Research results on reverse engineering of the LoRa protocol and an implementation in GNU Radio. An open source LoRa PHY layer project provides access to the LoRa protocol for researchers and hobbyists.
Here is a relatively short presentation: https://www.youtube.com/live/3us83qvzopM and the slides.
It’s cool, and I’m glad they did it, but there are already chips out there that do this. This work doesn’t make the chip makers any more incentivized to use this over cheap chips that already exist.
That’s not what this is about.
It’s about manipulating RF in software. This means that anyone can use or modify it and not be restricted to the existing hardware.
It also means that you can probably use common off the shelf components like an FPGA to implement this and still have full access and control.
This is absolutely a big deal and worthy of replication across other protocols and platforms.
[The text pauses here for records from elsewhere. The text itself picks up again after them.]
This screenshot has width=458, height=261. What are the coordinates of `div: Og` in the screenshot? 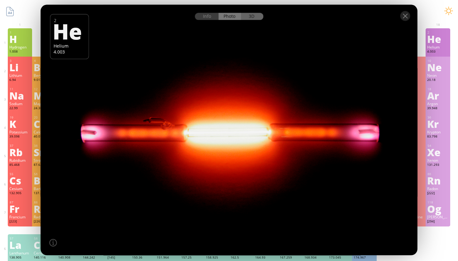 It's located at (438, 209).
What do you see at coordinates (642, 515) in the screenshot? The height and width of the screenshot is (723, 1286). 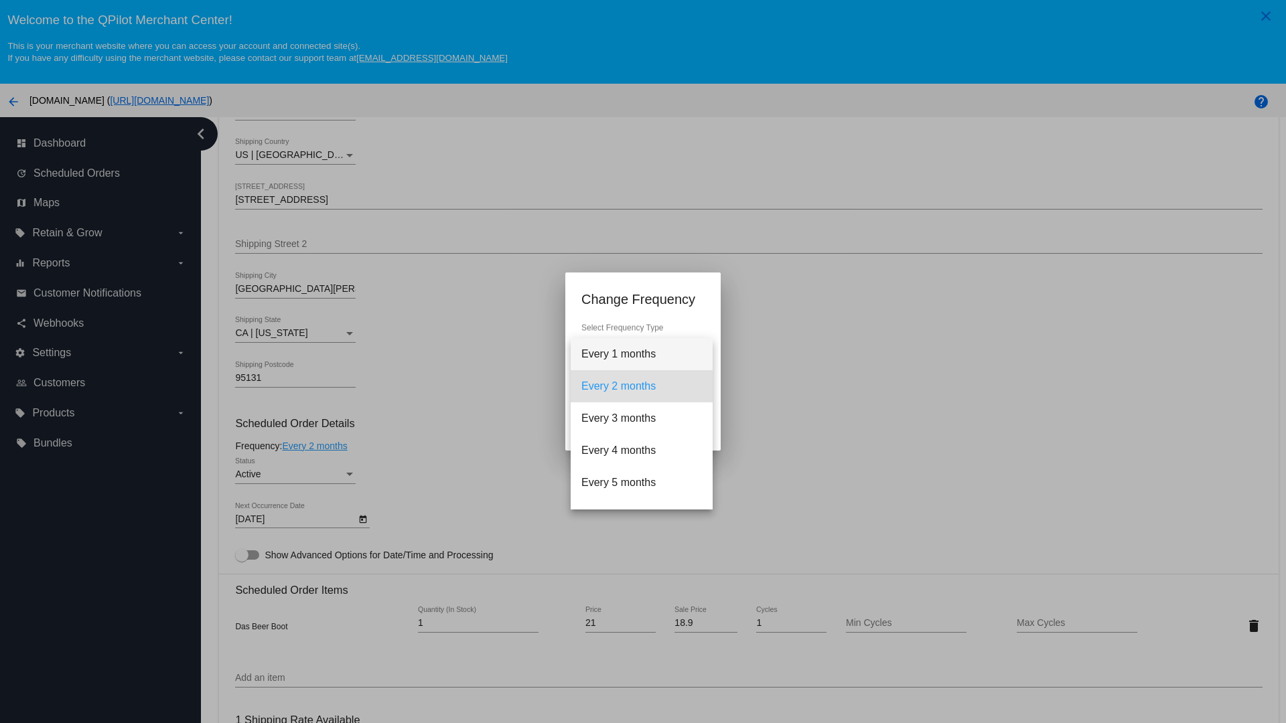 I see `span: Every 6 months` at bounding box center [642, 515].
Yeah, I get that, but my points still stand.
As you can read from the code, LoRa is many frequencies, and software is not the most efficient way to deal with them. Hell, the chips now even take a ton of power in comparison to BLE or WiFi.
Yes, SDR is less efficient than a specially designed radio chip, but what you gain is flexibility. With SDR, your radio can use any transmission encoding, you are mainly just limited by your polling rate.
Specially designed radio chips thrive in constrained, high-volume manufactured devices. However, for development purposes, being able to use LoRa with an SDR is an amazing step up.
Maybe you ought to look more into what GNU Radio/SDR is capable of before defending this hill you’re standing on.